Central bank digital currencies, or CBDCs, are moving from theory to reality as governments rethink how money should function in an increasingly digital and geopolitically fragmented world. In Europe, this debate has crystallised around the digital euro, a proposed public digital form of cash issued by the European Central Bank.
At its core, a CBDC is digital public money, a direct claim on a central bank, designed to complement cash and commercial bank deposits. Unlike cryptocurrencies, CBDCs are issued by the state, anchored to monetary policy and embedded in existing legal frameworks. More than 130 jurisdictions are now exploring or piloting CBDCs, according to international surveys, reflecting growing concern about payment sovereignty, financial stability and reliance on private or foreign infrastructures.
CBDCs as strategic infrastructure
The global push toward CBDCs is not driven only by technology. It is also shaped by geopolitics. Sanctions regimes, the dominance of the US dollar, and dependence on international payment networks such as SWIFT have highlighted how financial infrastructure can be used as a tool of power. In response, several countries have accelerated work on sovereign digital currencies to reduce external dependencies and preserve control over domestic and cross-border payments.
In this context, CBDCs are increasingly viewed as strategic infrastructure. They can enable instant settlement, programmable payments and resilience in times of crisis. At the same time, they allow central banks to modernise public money without handing control to unregulated crypto assets or large private payment platforms.
The digital euro’s role
The digital euro fits squarely within this global trend, but with a distinct European approach. The ECB has consistently framed it as digital cash, designed to ensure that citizens retain access to central bank money as payments become increasingly digital. It is not intended to replace cash, but to complement it and safeguard choice.
European policymakers also see the digital euro as a response to growing dependence on non European payment providers. Card schemes, wallets and mobile payment apps used across the euro area are largely operated by foreign companies. A digital euro could provide a neutral, pan-European payment option under public governance, supporting the EU’s broader goal of strategic autonomy.
Privacy and trust are central to the project. The ECB has repeatedly stated that the digital euro would offer higher privacy than existing electronic payments, while still complying with anti-money laundering rules. This balance reflects Europe’s regulatory culture, which prioritises consumer protection and data safeguards alongside innovation.
Risks and open questions
Despite its potential, the digital euro raises complex questions. Banks worry about disintermediation if consumers shift deposits into central bank money. Lawmakers debate limits on holdings, offline functionality and the role of intermediaries. Public awareness remains low, and scepticism persists around surveillance and state control.
These challenges explain why progress has been cautious. The ECB is still in a preparation phase, working alongside the European Commission and Parliament on the legal and technical foundations. A final decision on issuance is expected later in the decade.
What is clear is that CBDCs, including the digital euro, are no longer niche experiments. They are becoming a defining feature of the future monetary system. For Europe, the digital euro is less about innovation for its own sake and more about preserving monetary sovereignty, resilience and trust in an era where money itself is being reshaped.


Without the pictures, copy all the entries below exactly.

Extracted data entries
--- START ---

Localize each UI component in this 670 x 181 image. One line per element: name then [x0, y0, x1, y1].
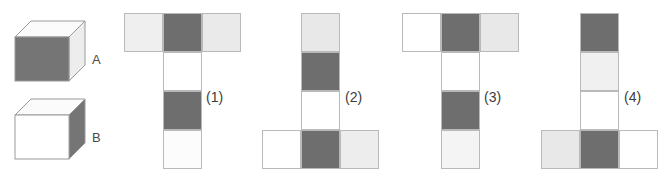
net-2-cell-r0c1 — [301, 13, 340, 52]
net-2-cell-r3c0 — [262, 130, 301, 169]
net-4-cell-r1c1 — [580, 52, 619, 91]
net-1-label: (1) — [206, 90, 223, 104]
net-1-cell-r3c1 — [163, 130, 202, 169]
net-4-cell-r3c1 — [580, 130, 619, 169]
net-3-cell-r2c1 — [441, 91, 480, 130]
net-3 — [402, 13, 519, 170]
cube-b-drawing — [14, 98, 86, 160]
net-3-cell-r0c0 — [402, 13, 441, 52]
net-4-cell-r3c2 — [619, 130, 658, 169]
net-2-cell-r3c2 — [340, 130, 379, 169]
net-4-cell-r3c0 — [541, 130, 580, 169]
cube-b-figure — [14, 98, 86, 160]
net-4-label: (4) — [624, 90, 641, 104]
net-2-cell-r1c1 — [301, 52, 340, 91]
net-1-cell-r0c2 — [202, 13, 241, 52]
net-2-cell-r3c1 — [301, 130, 340, 169]
cube-a-figure — [14, 20, 86, 82]
net-3-cell-r3c1 — [441, 130, 480, 169]
net-3-cell-r0c1 — [441, 13, 480, 52]
net-1-cell-r1c1 — [163, 52, 202, 91]
net-3-label: (3) — [484, 90, 501, 104]
net-4-cell-r2c1 — [580, 91, 619, 130]
net-2-label: (2) — [345, 90, 362, 104]
net-3-cell-r0c2 — [480, 13, 519, 52]
net-2-cell-r2c1 — [301, 91, 340, 130]
cube-b-label: B — [92, 131, 101, 144]
cube-a-label: A — [92, 53, 101, 66]
net-3-cell-r1c1 — [441, 52, 480, 91]
net-1-cell-r0c1 — [163, 13, 202, 52]
cube-a-drawing — [14, 20, 86, 82]
net-1 — [124, 13, 241, 170]
net-1-cell-r2c1 — [163, 91, 202, 130]
net-4-cell-r0c1 — [580, 13, 619, 52]
net-1-cell-r0c0 — [124, 13, 163, 52]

--- END ---

__Answer for the task__:
Localize each UI component in this 670 x 181 image. One line per element: name then [x0, y0, x1, y1].
net-2-cell-r0c1 — [301, 13, 340, 52]
net-2-cell-r3c0 — [262, 130, 301, 169]
net-4-cell-r1c1 — [580, 52, 619, 91]
net-1-label: (1) — [206, 90, 223, 104]
net-1-cell-r3c1 — [163, 130, 202, 169]
net-4-cell-r3c1 — [580, 130, 619, 169]
net-3-cell-r2c1 — [441, 91, 480, 130]
net-3 — [402, 13, 519, 170]
cube-b-drawing — [14, 98, 86, 160]
net-3-cell-r0c0 — [402, 13, 441, 52]
net-4-cell-r3c2 — [619, 130, 658, 169]
net-2-cell-r3c2 — [340, 130, 379, 169]
net-4-cell-r3c0 — [541, 130, 580, 169]
cube-b-figure — [14, 98, 86, 160]
net-4-label: (4) — [624, 90, 641, 104]
net-2-cell-r1c1 — [301, 52, 340, 91]
net-1-cell-r0c2 — [202, 13, 241, 52]
net-2-cell-r3c1 — [301, 130, 340, 169]
cube-a-figure — [14, 20, 86, 82]
net-3-cell-r3c1 — [441, 130, 480, 169]
net-3-cell-r0c1 — [441, 13, 480, 52]
net-1-cell-r1c1 — [163, 52, 202, 91]
net-3-label: (3) — [484, 90, 501, 104]
net-4-cell-r2c1 — [580, 91, 619, 130]
net-2-label: (2) — [345, 90, 362, 104]
net-3-cell-r0c2 — [480, 13, 519, 52]
net-2-cell-r2c1 — [301, 91, 340, 130]
cube-b-label: B — [92, 131, 101, 144]
cube-a-label: A — [92, 53, 101, 66]
net-3-cell-r1c1 — [441, 52, 480, 91]
net-1-cell-r0c1 — [163, 13, 202, 52]
cube-a-drawing — [14, 20, 86, 82]
net-1 — [124, 13, 241, 170]
net-1-cell-r2c1 — [163, 91, 202, 130]
net-4-cell-r0c1 — [580, 13, 619, 52]
net-1-cell-r0c0 — [124, 13, 163, 52]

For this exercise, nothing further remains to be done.